UH Students Collaborating to Create Solar-Powered Outdoor Kitchen

Educational Structure to Complement Community Garden at the Park at Palm Center

Houston’s Palm Center (at Martin Luther King Boulevard and Griggs Road) has gone from shopping mecca to modest business center. Now, University of Houston faculty and students are helping transform the area around the southeast Houston staple into a peaceful place for community events and gatherings.

Among the recent projects at the site is a solar-powered outdoor demonstration kitchen that will complement a planned community garden. This versatile structure recently was designed by UH architecture and graphic communications students and is scheduled to be installed by fall.

Solar KitchenThis semester, the students collaborated on this pavilion that will serve as a shaded learning area and can host cooking or food demonstrations. Overseeing this project are Patrick Peters, professor in UH’s Gerald D. Hines College of Architecture, and Cheryl Beckett, professor of graphic communications in the university’s School of Art.

Prefabricated from high-strength steel, the structure will have four photovalic solar panels (800 watts) on its roof to power a ceiling fan, lighting and electrical outlets (that can power appliances for cooking demonstrations). It also will contain cisterns to harvest rainwater for use in plant and garden irrigation. Informational signage will be placed on the structure and offer short facts on health, nutrition and sustainability.

 “The signage we created is whimsical and inviting,” said senior graphic communication student Taylor George. “It also was important to make the messages on these signs meaningful and relevant. People who come to the garden should be able to enjoy these signs and learn from them, too.”

Once installed, the structure will offer southeast Houston residents a unique learning tool. During the course of the semester, however, the project provided both architecture and graphic communications students lessons in interdisciplinary collaborations.

“This is when projects become real,” said fourth-year architecture student Aldo Diaz. “In the professional world, architects have to work with experts in other disciplines and vice versa. This project allows us to do that while building our portfolios and creating something for the community.”

The outdoor demonstration kitchen and community garden will be in the Park at Palm Center, which is being developed by The OST/Almeda Corridors Redevelopment Authority, UH’s Southeast Houston Initiative and community partners. In 2011, the Southeast Houston Initiative received a $100,000 Our Town grant from the National Endowment for the Arts to help enhance the park with public art and other amenities.

Asakura Robinson Company is developing the community garden and will oversee the installation of the outdoor kitchen.

“For many of these students, this is the first time they have worked on an actual design-build project,” Peters said. “This gives them the chance to collaborate on a project and shepherd it through its construction. By the time they graduate, they’ll have a project under theirSolar Kitchen belts that’s part of the city’s landscape.”

This project is the latest collaborative community project undertaken by architecture and graphic communications students. Previous works include “WorkingShop,” an installation that celebrates the history of Houston’s historic Ryan Middle School. Another project “Dis(solve): Natural Signs” focused on providing signs and amenities to the city’s Japhet Creek. That particular project received the Mayor’s Proud Partner Award in 2010. It also was recognized by the Society for Environmental Graphic Design.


▶ _WHAT IS REQUIRED_: Take the line that contains "Give bounding boxes" in the data below and each line after it, through the last, and repeat them unchanged.

▶ _WORKING DATA_:
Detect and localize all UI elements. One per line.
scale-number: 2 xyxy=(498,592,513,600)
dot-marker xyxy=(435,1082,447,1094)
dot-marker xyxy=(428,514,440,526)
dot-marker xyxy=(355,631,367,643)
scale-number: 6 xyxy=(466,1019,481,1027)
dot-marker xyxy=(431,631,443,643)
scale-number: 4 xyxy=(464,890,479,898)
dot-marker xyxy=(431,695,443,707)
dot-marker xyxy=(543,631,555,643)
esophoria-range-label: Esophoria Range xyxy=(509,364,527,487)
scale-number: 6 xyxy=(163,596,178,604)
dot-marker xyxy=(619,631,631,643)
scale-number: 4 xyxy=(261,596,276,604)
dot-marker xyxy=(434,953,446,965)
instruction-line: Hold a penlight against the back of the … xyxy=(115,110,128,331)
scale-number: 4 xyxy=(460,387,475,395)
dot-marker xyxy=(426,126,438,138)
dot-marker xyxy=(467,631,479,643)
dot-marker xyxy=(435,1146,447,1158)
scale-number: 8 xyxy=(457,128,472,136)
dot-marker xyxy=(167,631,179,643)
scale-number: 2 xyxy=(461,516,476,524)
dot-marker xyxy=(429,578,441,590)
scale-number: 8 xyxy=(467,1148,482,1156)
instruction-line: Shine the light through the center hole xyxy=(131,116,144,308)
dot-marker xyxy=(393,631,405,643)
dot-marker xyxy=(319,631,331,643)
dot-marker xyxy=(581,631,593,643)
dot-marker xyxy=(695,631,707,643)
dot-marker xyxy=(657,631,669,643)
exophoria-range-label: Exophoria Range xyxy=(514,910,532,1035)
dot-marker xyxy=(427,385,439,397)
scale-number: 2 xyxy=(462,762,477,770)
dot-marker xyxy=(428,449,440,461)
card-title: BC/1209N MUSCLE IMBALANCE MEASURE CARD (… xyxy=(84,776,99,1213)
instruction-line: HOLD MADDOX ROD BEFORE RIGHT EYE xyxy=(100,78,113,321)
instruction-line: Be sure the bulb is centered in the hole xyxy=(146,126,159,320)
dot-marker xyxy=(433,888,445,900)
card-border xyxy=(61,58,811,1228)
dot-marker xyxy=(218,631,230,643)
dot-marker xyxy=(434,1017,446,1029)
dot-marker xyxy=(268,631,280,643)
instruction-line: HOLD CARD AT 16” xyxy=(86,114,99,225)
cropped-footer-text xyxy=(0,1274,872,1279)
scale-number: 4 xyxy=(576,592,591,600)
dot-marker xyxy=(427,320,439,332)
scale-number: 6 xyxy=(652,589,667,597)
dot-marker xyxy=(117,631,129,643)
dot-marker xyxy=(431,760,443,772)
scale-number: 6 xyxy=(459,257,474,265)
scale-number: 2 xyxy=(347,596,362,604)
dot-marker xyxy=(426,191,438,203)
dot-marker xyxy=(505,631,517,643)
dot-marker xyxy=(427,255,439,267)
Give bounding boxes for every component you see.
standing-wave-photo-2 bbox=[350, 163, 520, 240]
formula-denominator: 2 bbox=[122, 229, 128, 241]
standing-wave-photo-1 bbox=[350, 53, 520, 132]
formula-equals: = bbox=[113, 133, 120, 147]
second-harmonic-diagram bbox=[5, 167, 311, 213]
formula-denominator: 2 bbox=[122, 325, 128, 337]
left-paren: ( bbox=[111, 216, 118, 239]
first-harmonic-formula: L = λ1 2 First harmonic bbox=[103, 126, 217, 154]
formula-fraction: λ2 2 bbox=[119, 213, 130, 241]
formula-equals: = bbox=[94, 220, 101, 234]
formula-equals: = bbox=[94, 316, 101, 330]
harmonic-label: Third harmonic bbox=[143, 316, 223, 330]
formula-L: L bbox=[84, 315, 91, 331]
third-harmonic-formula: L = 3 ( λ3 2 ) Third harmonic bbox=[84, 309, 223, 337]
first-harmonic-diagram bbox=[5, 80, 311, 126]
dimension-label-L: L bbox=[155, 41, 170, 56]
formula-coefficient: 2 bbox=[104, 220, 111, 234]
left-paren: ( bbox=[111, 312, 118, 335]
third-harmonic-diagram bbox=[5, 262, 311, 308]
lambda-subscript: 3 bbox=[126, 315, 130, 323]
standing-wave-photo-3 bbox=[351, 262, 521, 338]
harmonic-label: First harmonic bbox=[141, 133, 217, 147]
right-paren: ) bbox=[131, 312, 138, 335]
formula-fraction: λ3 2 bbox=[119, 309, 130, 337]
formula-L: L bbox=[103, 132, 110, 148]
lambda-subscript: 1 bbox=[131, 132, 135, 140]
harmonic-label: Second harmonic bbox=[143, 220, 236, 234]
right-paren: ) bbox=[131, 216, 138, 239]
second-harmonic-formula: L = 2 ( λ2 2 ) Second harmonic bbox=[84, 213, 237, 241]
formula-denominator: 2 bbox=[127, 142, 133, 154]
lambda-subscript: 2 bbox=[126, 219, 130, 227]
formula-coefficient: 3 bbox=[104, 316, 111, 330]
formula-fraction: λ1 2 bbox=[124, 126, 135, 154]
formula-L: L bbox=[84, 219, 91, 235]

▶ _FINISHED TASK_:
Give bounding boxes for every component you see.
standing-wave-photo-2 bbox=[350, 163, 520, 240]
formula-denominator: 2 bbox=[122, 229, 128, 241]
standing-wave-photo-1 bbox=[350, 53, 520, 132]
formula-equals: = bbox=[113, 133, 120, 147]
second-harmonic-diagram bbox=[5, 167, 311, 213]
formula-denominator: 2 bbox=[122, 325, 128, 337]
left-paren: ( bbox=[111, 216, 118, 239]
first-harmonic-formula: L = λ1 2 First harmonic bbox=[103, 126, 217, 154]
formula-fraction: λ2 2 bbox=[119, 213, 130, 241]
formula-equals: = bbox=[94, 220, 101, 234]
formula-equals: = bbox=[94, 316, 101, 330]
harmonic-label: Third harmonic bbox=[143, 316, 223, 330]
formula-L: L bbox=[84, 315, 91, 331]
third-harmonic-formula: L = 3 ( λ3 2 ) Third harmonic bbox=[84, 309, 223, 337]
first-harmonic-diagram bbox=[5, 80, 311, 126]
dimension-label-L: L bbox=[155, 41, 170, 56]
formula-coefficient: 2 bbox=[104, 220, 111, 234]
left-paren: ( bbox=[111, 312, 118, 335]
third-harmonic-diagram bbox=[5, 262, 311, 308]
lambda-subscript: 3 bbox=[126, 315, 130, 323]
standing-wave-photo-3 bbox=[351, 262, 521, 338]
harmonic-label: First harmonic bbox=[141, 133, 217, 147]
right-paren: ) bbox=[131, 312, 138, 335]
formula-fraction: λ3 2 bbox=[119, 309, 130, 337]
formula-L: L bbox=[103, 132, 110, 148]
lambda-subscript: 1 bbox=[131, 132, 135, 140]
harmonic-label: Second harmonic bbox=[143, 220, 236, 234]
right-paren: ) bbox=[131, 216, 138, 239]
second-harmonic-formula: L = 2 ( λ2 2 ) Second harmonic bbox=[84, 213, 237, 241]
formula-denominator: 2 bbox=[127, 142, 133, 154]
lambda-subscript: 2 bbox=[126, 219, 130, 227]
formula-coefficient: 3 bbox=[104, 316, 111, 330]
formula-fraction: λ1 2 bbox=[124, 126, 135, 154]
formula-L: L bbox=[84, 219, 91, 235]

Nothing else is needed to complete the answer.